A new decade and a new public sector geospatial agreement
A new decade and a new public sector geospatial agreement supporting public sector geospatial readiness
The Last 10 years
During the past 10 years the Public Sector Mapping Agreement (PSMA) has helped shape and evolve the use of geospatial data across the public sector.
A New Agreement
Last week the Geospatial Commission announced a new Public Sector Geospatial Agreement (PSGA) with Ordnance Survey for the next 10 years. Any public sector organisation ranging from health and emergency services through to central government departments can sign up via Ordnance Survey to use geospatial data, free at the point of use.
Supporting the Evolution of Geospatial Data Infrastructures
In my last blog article in January 2020 I talked about a new decade and new emerging approaches to evolving geospatial data infrastructures across government. In my December 2019 blog article, I talked about making data easier not harder to work with. The new PSGA will enable the continued evolution of geospatial data infrastructures across the public sector, making geospatial data easier not harder to work with. Consequently, this will evolve organisation, regional and national geospatial readiness, enable evidence based decision making, to meet economic, environmental and society needs during the next 10 years.
Supporting Sustainable Impacts from Data
The PSGA will help ensure positive and sustainable impacts from data. Evidence-based decision making requires data of an appropriate quality that is transparent, defined and measured. OS is a provider of authoritative geospatial data that will support effective evidence-based decision making.
Supporting the Development of Data Strategies
Underpinning data infrastructures are data strategies, helping organisations to clarify the primary purposes of their data and guiding organisations with strategic data management. In a new decade the PSGA will support the development of data strategies, ensuring that geospatial is an integral part of an organisation’s investment in data and exploitation of data.
Supporting Defensive and Offensive Data Approaches
During the past 10 years the PSMA has enabled the development of defensive approaches to managing geospatial data infrastructures, for example; OS MasterMap. Organisations across the public sector have designed and implemented efficient centralised approaches to managing and making available OS MasterMap data. The new PSGA will support the continued evolution of defensive approaches and the adoption of offensive approaches.
Organisations increasingly need both defensive and offensive approaches to managing geospatial data infrastructures. The more uniform data is, the easier it becomes to execute defensive approaches, such as complying with legislation or policy requirements and implementing data-access controls. The more flexible data is, the more readily it can be transformed or interpreted to meet specific business needs—the more useful it is in offense. In a new decade the PSGA will support both balancing data control and data flexibility.
1Spatial Experiences across the Public Sector
In the last decade 1Spatial has supported many public sector organisations to evolve their geospatial data infrastructure enabled by the PSMA. Organisations have often developed highly centralised, control-oriented approaches to geospatial data infrastructures using OS data. These approaches have been effective for standardising enterprise geospatial data, governing structured data formats for connecting geospatial data with the business processes that consume it.
However, changing demands and expectations for data mean that these approaches could restrict flexibility, making it harder to customise data or transform data into information. In a new decade 1Spatial think that public sector organisations will need to adopt more flexible approaches to geospatial data infrastructures using the PSGA, governing processes and rules that convert authoritative OS data into useful information. This will mean involving both a single source of truth (SSOT) and multiple versions of the truth (MVOTs). SSOT works at the OS data level, whilst MVOTs support the management of information.
Working with Public Sector Organisations in a New Decade
Changing demands and expectations requires that geospatial data contained in an organisations SSOT geospatial data infrastructure is of high quality, granular, and standardised, and that multiple versions of the truth (MVOTs) are carefully controlled and derived from the same SSOT. Enabled by the new PSGA 1Spatial will endeavour to continue supporting the evolution of public sector geospatial data infrastructures, growing geospatial readiness, benefiting our economy, environment and society.
Get in touch, if you would like to discuss this further with our government team.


[What is expected] The expected result is an exact copy of the lines from the one holding "pixels, height=405 pixels." to the last line of the material, with pictures removed and nothing added.

******

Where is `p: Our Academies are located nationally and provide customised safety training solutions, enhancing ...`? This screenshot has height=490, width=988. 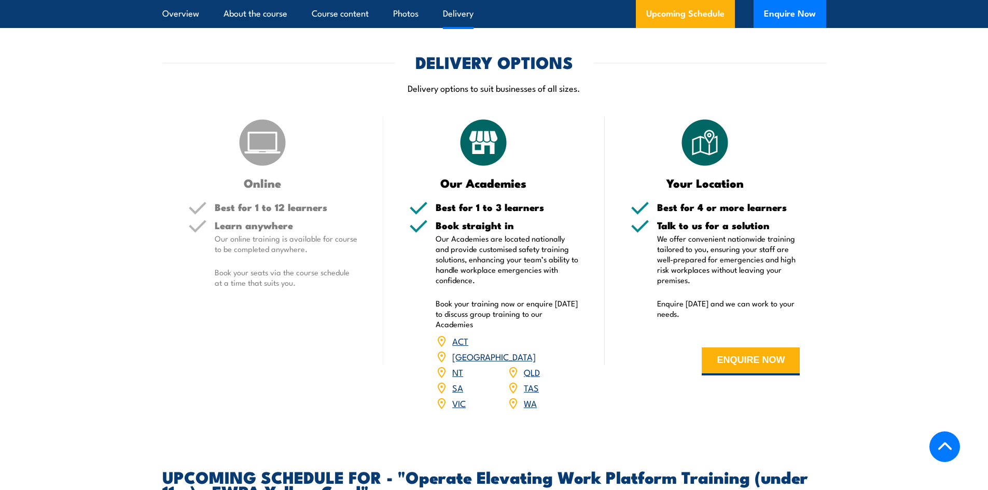 p: Our Academies are located nationally and provide customised safety training solutions, enhancing ... is located at coordinates (507, 259).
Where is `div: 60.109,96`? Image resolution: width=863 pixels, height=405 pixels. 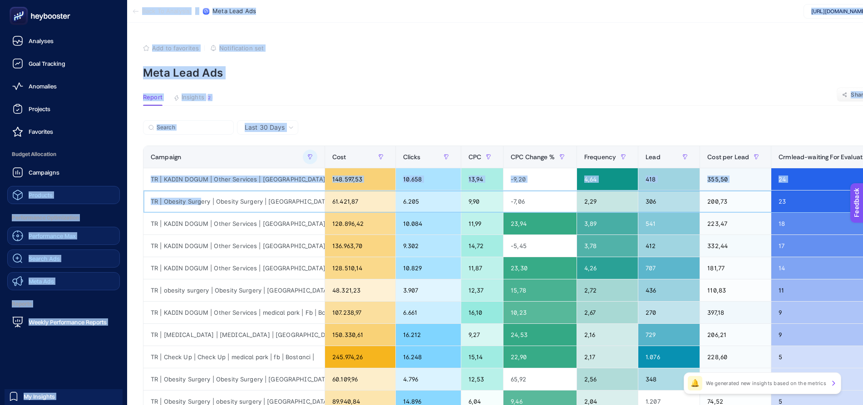
div: 60.109,96 is located at coordinates (360, 379).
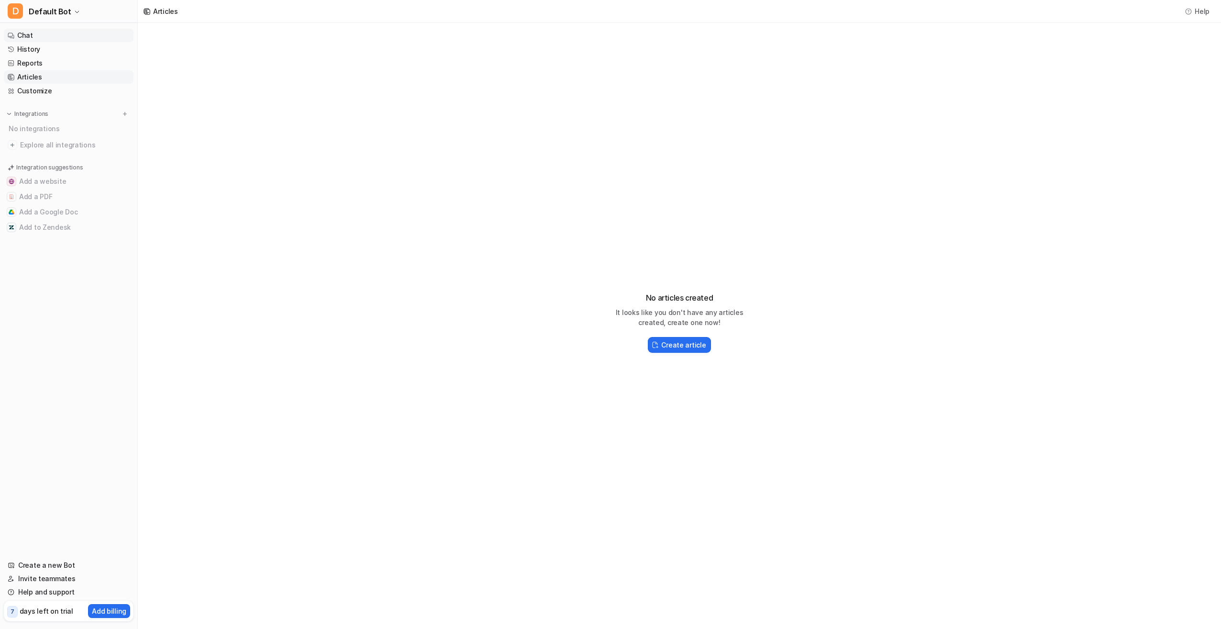 This screenshot has height=629, width=1221. What do you see at coordinates (31, 114) in the screenshot?
I see `p: Integrations` at bounding box center [31, 114].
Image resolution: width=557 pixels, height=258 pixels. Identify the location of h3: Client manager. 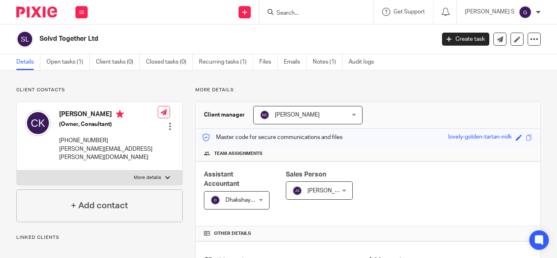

******

[Finished exercise]
Where is `div: 60.109,96`? Image resolution: width=863 pixels, height=405 pixels. 
div: 60.109,96 is located at coordinates (360, 379).
 This screenshot has height=629, width=1221. What do you see at coordinates (31, 114) in the screenshot?
I see `p: Integrations` at bounding box center [31, 114].
Image resolution: width=557 pixels, height=258 pixels. Identify the location of h3: Client manager. 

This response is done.